Friday, November 22, 2013

The Glorious Creature That Moved Me To Tears

This is a Coquerel's sifaka (pronounced shi-fahk or shi-fah-ka depending on who you ask), once considered to be a subspecies of Verreaux's sifaka but since elevated to its own species. Its scientific name is Propithecus coquereli.

Last semester, I took a class called Explorations in Primate Anatomy. The overarching assignment of the semester was to select a "chosen species" and investigate, in detail, its distribution/habitat/behavior, cranial morphology, dental morphology, and postcranial morphology.

I spent three months immersed in this animal. (Well, sometimes I was looking at P. verreaxi bones but that's just because we didn't have the Coquerel, and besides they are extremely closely related and primatologists are notorious splitters anyway...)

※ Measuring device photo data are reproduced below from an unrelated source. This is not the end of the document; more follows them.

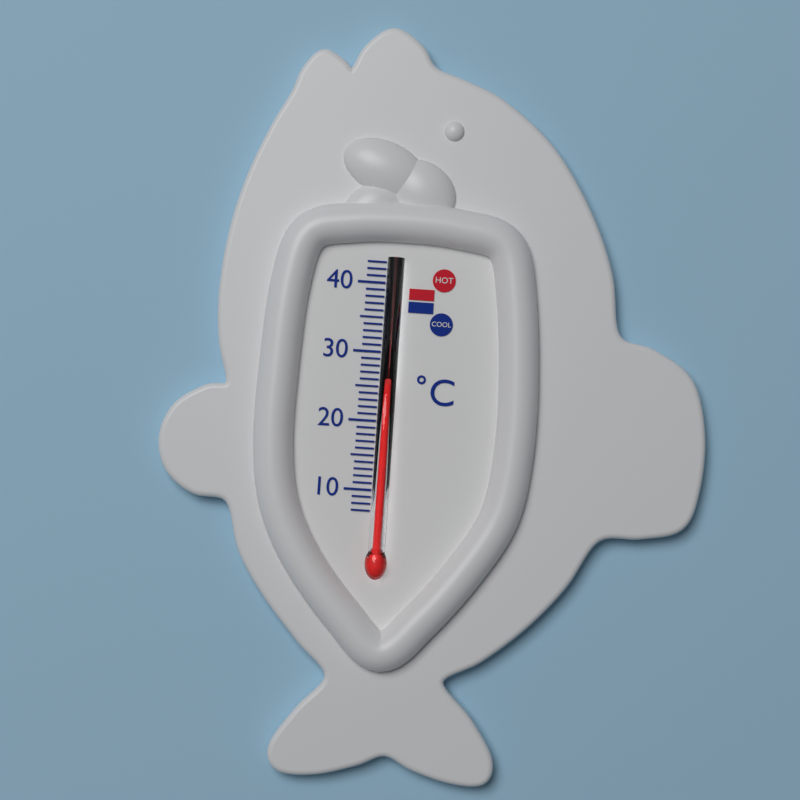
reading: 25 °C
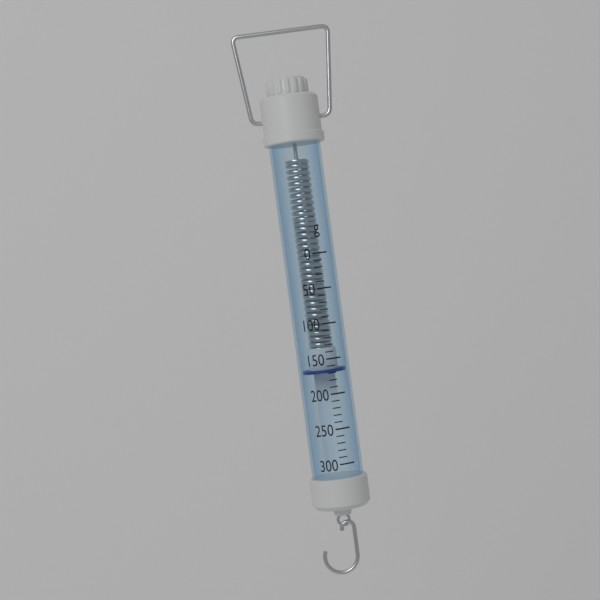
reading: 170 g
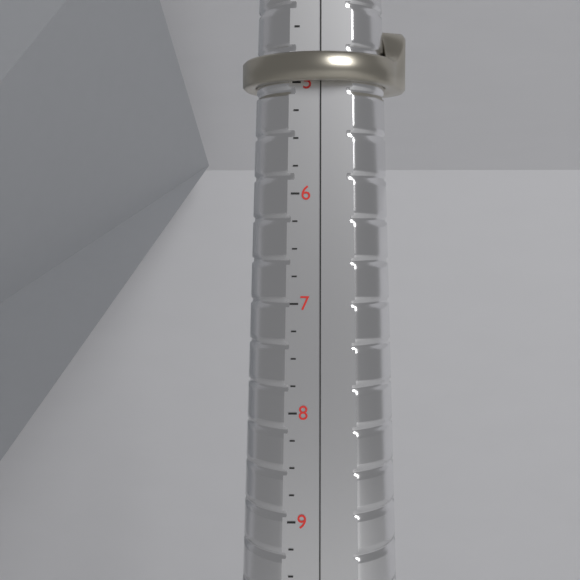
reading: 5.00 (no unit)
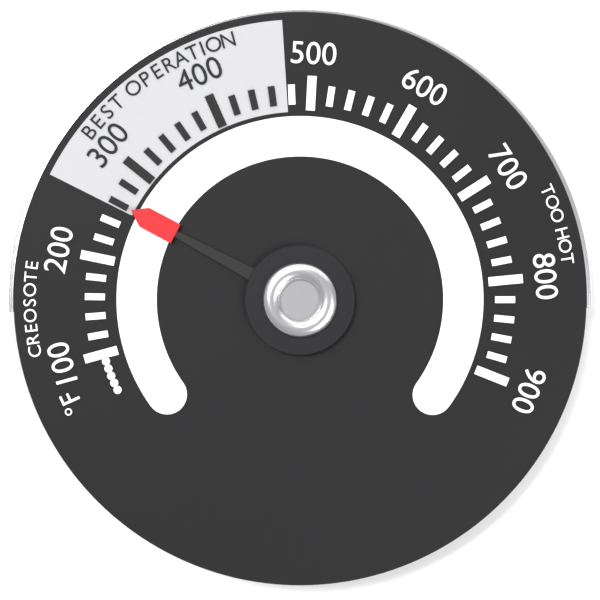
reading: 260 °F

Two weeks ago I went to the Bronx Zoo with my mammalogy class. We happily went around looking at geladas and giraffes and sea lions and brown bears and polar bears and tigers and then we walked into the Madagascar building and this is the FIRST THING I SEE.

I teared up. Not joking.

I was SO EXCITED AND SO HAPPY to see this little guy and I can hardly tell you why - I just spent so long with his species that I feel this very close affinity and to see one in person - the real, living creature to which the skulls I spent so much time with belonged - was just incredibly moving. And then he looked right at me and I pretty much did cry, looking at his adorable little face.

It's a good thing that I'm not likely to ever run into a living Neandertal. I think if I ever met a Neandertal in person I'd expire on the spot.